High Speed Reconfigurable FFT Design by Vedic Mathematics
The Fast Fourier Transform (FFT) is a computationally intensive digital signal processing (DSP) function widely used in applications such as imaging, software-defined radio, wireless communication, in
The Fast Fourier Transform (FFT) is a computationally intensive digital signal processing (DSP) function widely used in applications such as imaging, software-defined radio, wireless communication, instrumentation. In this paper, a reconfigurable FFT design using Vedic multiplier with high speed and small area is presented.
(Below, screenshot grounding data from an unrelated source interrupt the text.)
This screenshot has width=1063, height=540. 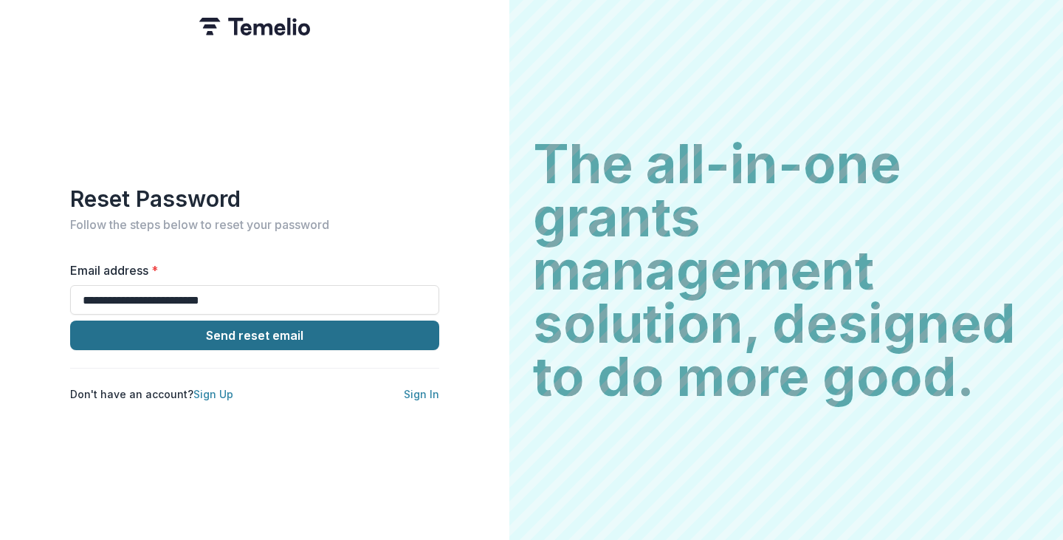 What do you see at coordinates (255, 27) in the screenshot?
I see `img: Temelio` at bounding box center [255, 27].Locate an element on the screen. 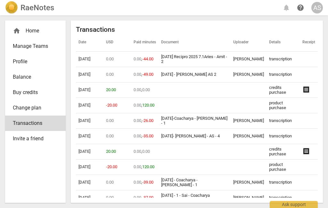 This screenshot has width=328, height=208. div: AS is located at coordinates (317, 8).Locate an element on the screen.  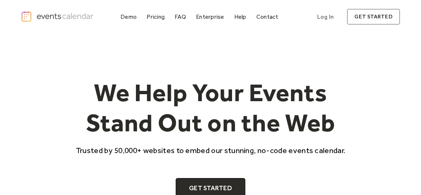
div: Help is located at coordinates (240, 17).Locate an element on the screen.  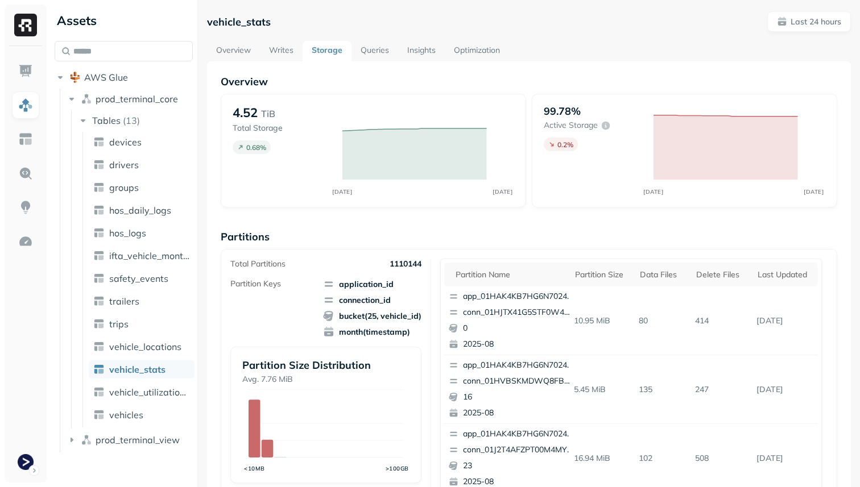
span: vehicle_utilization_day is located at coordinates (150, 392). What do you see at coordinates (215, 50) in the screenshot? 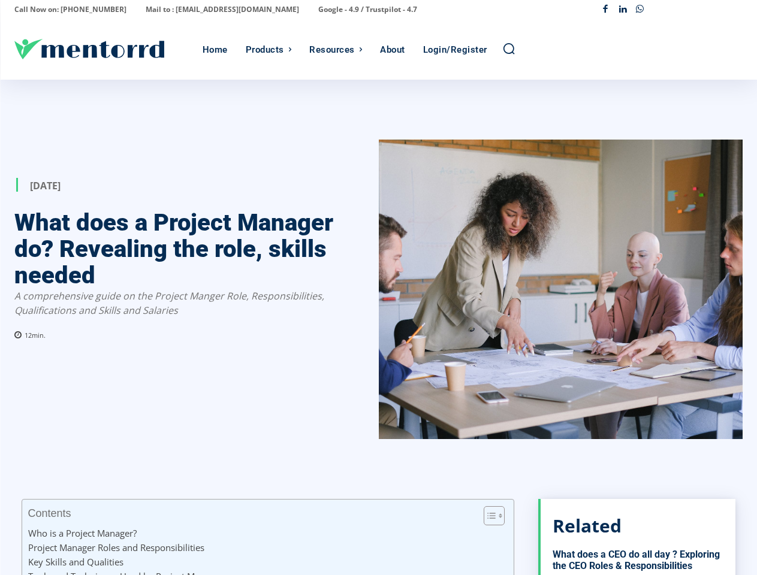
I see `a: Home` at bounding box center [215, 50]. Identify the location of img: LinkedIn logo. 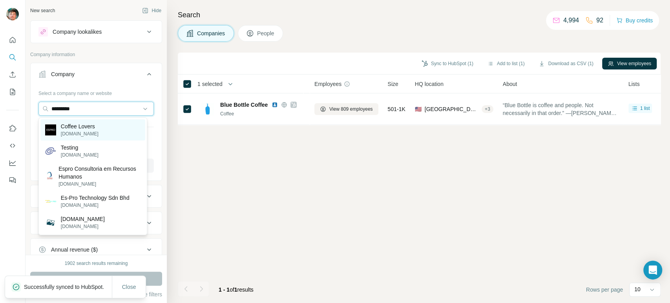
(275, 105).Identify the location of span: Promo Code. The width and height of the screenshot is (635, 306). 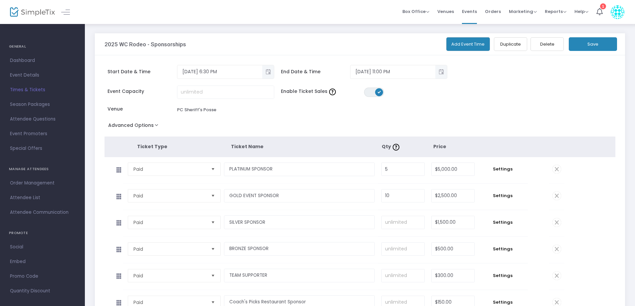
(42, 276).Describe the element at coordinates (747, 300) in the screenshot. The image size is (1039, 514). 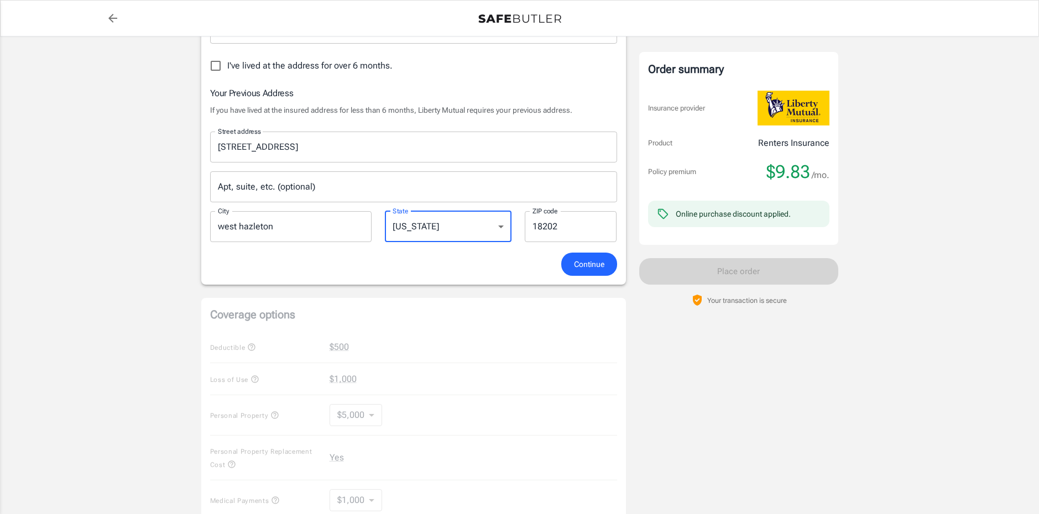
I see `p: Your transaction is secure` at that location.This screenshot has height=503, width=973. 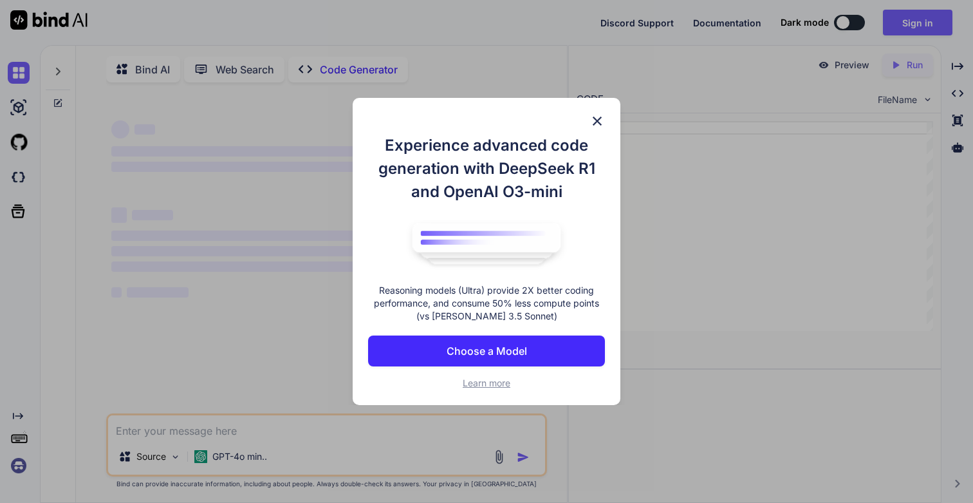 What do you see at coordinates (597, 121) in the screenshot?
I see `img: close` at bounding box center [597, 121].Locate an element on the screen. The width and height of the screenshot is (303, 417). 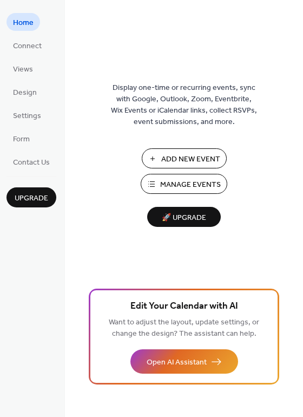
span: Display one-time or recurring events, sync with Google, Outlook, Zoom, Eventbrite, Wix Events or ... is located at coordinates (184, 105).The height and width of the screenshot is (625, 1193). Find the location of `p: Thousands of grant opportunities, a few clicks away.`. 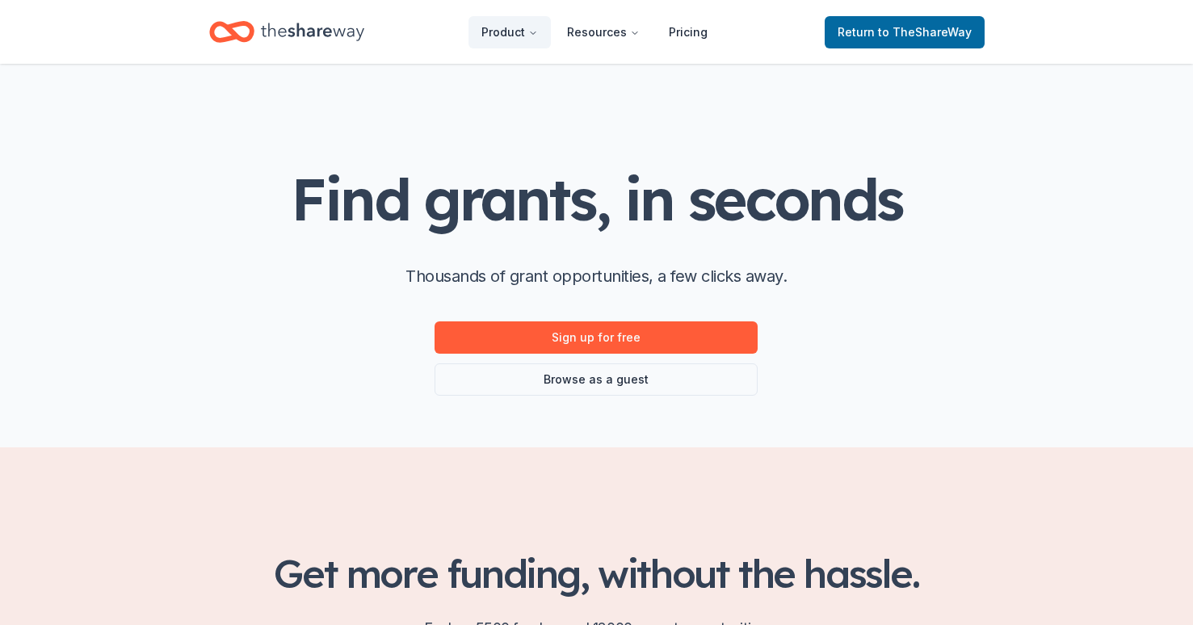

p: Thousands of grant opportunities, a few clicks away. is located at coordinates (596, 276).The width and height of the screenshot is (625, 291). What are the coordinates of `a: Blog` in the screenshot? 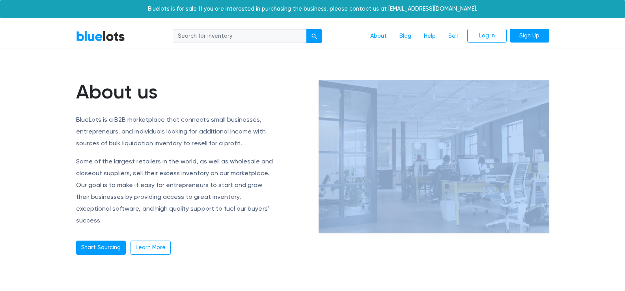 It's located at (405, 36).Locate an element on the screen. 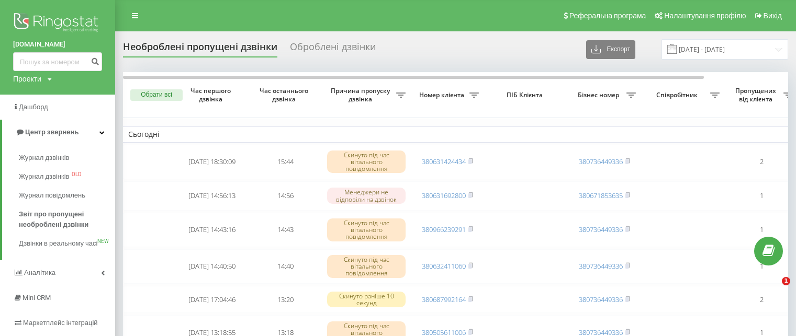 This screenshot has height=336, width=796. span: Час останнього дзвінка is located at coordinates (285, 95).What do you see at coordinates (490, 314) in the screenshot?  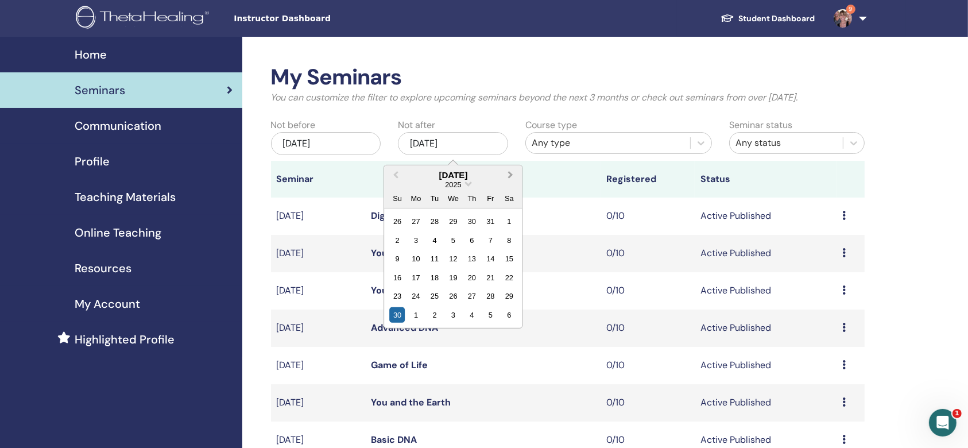 I see `div: Choose Friday, December 5th, 2025` at bounding box center [490, 314].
Urdhava Triyakbhyam algorithm of ancient Indian Vedic Mathematics is utilized to improve its efficiency. In the proposed architecture, the 4x4 bit multiplication operation is fragmented reconfigurable FFT modules. The 4x4 multiplication modules are implemented using small 2x2bit multipliers. Reconfigurability at run time is provided for attaining power saving. The reconfigurable FFT has been designed, optimized and implemented on an FPGA based system. This reconfigurable FFT is having the high speed and small area as compared to the conventional FFT.
💡 Research Summary
The paper presents a novel reconfigurable Fast Fourier Transform (FFT) architecture that leverages the ancient Indian Vedic mathematics technique known as Urdhava Triyakbhyam. By decomposing a 4‑bit × 4‑bit multiplier into four 2‑bit × 2‑bit multiplier blocks, the authors achieve a highly modular design that can be dynamically reconfigured at runtime to trade off performance against power consumption. Each 2‑bit multiplier follows the Urdhava Triyakbhyam algorithm, which computes the product using four 1‑bit partial products together with a small number of add‑and‑shift operations, thereby reducing the overall hardware complexity and enabling extensive parallelism. The proposed FFT core implements both 64‑point and 256‑point Cooley‑Tukey transforms on a Xilinx Virtex‑7 FPGA. Synthesis results show a roughly 30 % reduction in lookup‑table (LUT) usage and a comparable decrease in DSP block consumption relative to a conventional 4‑bit multiplier‑based FFT. Timing analysis demonstrates a maximum operating frequency above 250 MHz, yielding a processing latency of less than 1.2 µs for the 64‑point case and under 5 µs for the 256‑point case. Power measurements indicate up to a 25 % saving when idle multiplier blocks are gated off during low‑load periods. Comparative benchmarks reveal an average 1.8× throughput improvement over a standard FFT implementation while maintaining near‑zero error rates. The authors discuss limitations such as increased pipeline depth for higher‑order transforms and the need for careful overflow handling in fixed‑point arithmetic. In conclusion, the integration of Vedic multiplier principles into FFT hardware provides a compelling combination of high speed, low area, and energy efficiency, and the authors suggest future work on multi‑channel extensions and ASIC realization to further exploit these benefits.